Villagers in Zimbabwe approach an elephant shot and killed by an unnamed American hunter-photograph by David Chancellor @chancellordavid for @ナショナルジオグラフィック
In just under 1 hour 42 minutes the entire village reduced the elephant to bones. The meat derived from the hunt, a vital form of protein to these remote villagers, was shared with the surrounding villages. They are participants in CAMPFIRE, a program of long standing in which rural groups sell access to their wildlife in return for some of the profit. Once a model of its kind, CAMPFIRE now gets mixed reviews: Too often the money earmarked for communities doesn’t reach them or get spent on local improvements.

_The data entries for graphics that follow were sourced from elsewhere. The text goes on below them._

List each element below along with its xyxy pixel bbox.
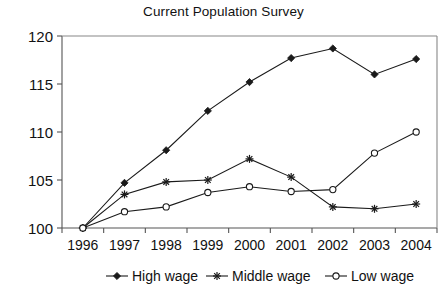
legend-label: Low wage: [351, 268, 414, 284]
data-point: [121, 209, 127, 215]
y-axis-tick-marks: [57, 36, 62, 228]
x-tick-label: 2001: [276, 237, 307, 253]
y-tick-label: 115: [29, 76, 53, 93]
data-point: [204, 176, 212, 184]
legend-label: Middle wage: [232, 268, 311, 284]
x-tick-label: 1999: [192, 237, 223, 253]
x-tick-label: 2003: [359, 237, 390, 253]
y-tick-label: 105: [28, 172, 53, 189]
series-middle-wage: [79, 155, 420, 232]
data-point: [371, 150, 377, 156]
data-point: [412, 200, 420, 208]
data-point: [162, 178, 170, 186]
x-axis-tick-marks: [62, 228, 437, 233]
legend-item-middle-wage[interactable]: Middle wage: [206, 268, 311, 284]
x-tick-label: 1998: [151, 237, 182, 253]
y-tick-label: 120: [28, 28, 53, 45]
x-tick-label: 1997: [109, 237, 140, 253]
legend-item-low-wage[interactable]: Low wage: [325, 268, 414, 284]
data-point: [330, 187, 336, 193]
y-tick-label: 110: [29, 124, 53, 141]
legend-marker: [333, 273, 339, 279]
series-high-wage: [79, 45, 420, 232]
data-point: [413, 129, 419, 135]
x-tick-label: 2000: [234, 237, 265, 253]
data-point: [80, 225, 86, 231]
series-line: [83, 132, 416, 228]
chart-legend: High wageMiddle wageLow wage: [106, 268, 414, 284]
data-point: [163, 204, 169, 210]
x-tick-label: 2002: [317, 237, 348, 253]
series-line: [83, 48, 416, 228]
data-point: [246, 184, 252, 190]
data-point: [371, 205, 379, 213]
x-axis-tick-labels: 199619971998199920002001200220032004: [67, 237, 432, 253]
data-series-layer: [79, 45, 420, 232]
x-tick-label: 1996: [67, 237, 98, 253]
data-point: [288, 54, 295, 61]
data-point: [329, 203, 337, 211]
y-axis-tick-labels: 100105110115120: [28, 28, 53, 237]
data-point: [246, 155, 254, 163]
series-low-wage: [80, 129, 420, 231]
legend-marker: [113, 272, 120, 279]
series-line: [83, 159, 416, 228]
data-point: [246, 78, 253, 85]
data-point: [288, 188, 294, 194]
data-point: [121, 190, 129, 198]
chart-container: Current Population Survey 10010511011512…: [0, 0, 447, 295]
legend-marker: [213, 272, 221, 280]
chart-plot: 100105110115120 199619971998199920002001…: [0, 0, 447, 295]
data-point: [287, 173, 295, 181]
legend-item-high-wage[interactable]: High wage: [106, 268, 198, 284]
data-point: [371, 71, 378, 78]
legend-label: High wage: [132, 268, 198, 284]
data-point: [413, 55, 420, 62]
x-tick-label: 2004: [401, 237, 432, 253]
data-point: [329, 45, 336, 52]
data-point: [205, 189, 211, 195]
y-tick-label: 100: [28, 220, 53, 237]
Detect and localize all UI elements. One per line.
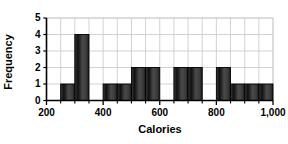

The earliest evidence of an elephant having been killed by human hands dates back to a blue-mud swamp in Siberia nearly 14,000 years ago. The spine of a woolly mammoth found at the confluence of the Ob and Irtysh Rivers seems to have been penetrated by a man-made weapon that left flake traces of stone inside one of the vertebrae. The tusks, we might imagine, weren’t displayed in a trophy room back at the hunter’s cave. But hunting is more than a quid pro quo for sustenance. At some moment in our dawning consciousness, hunting became equated with status, virility, and power. Assyrian carvings from 650 B.C. depict lions being released from cages for slaughter by a chariot-riding king. The Maasai have long killed lions as a rite of passage.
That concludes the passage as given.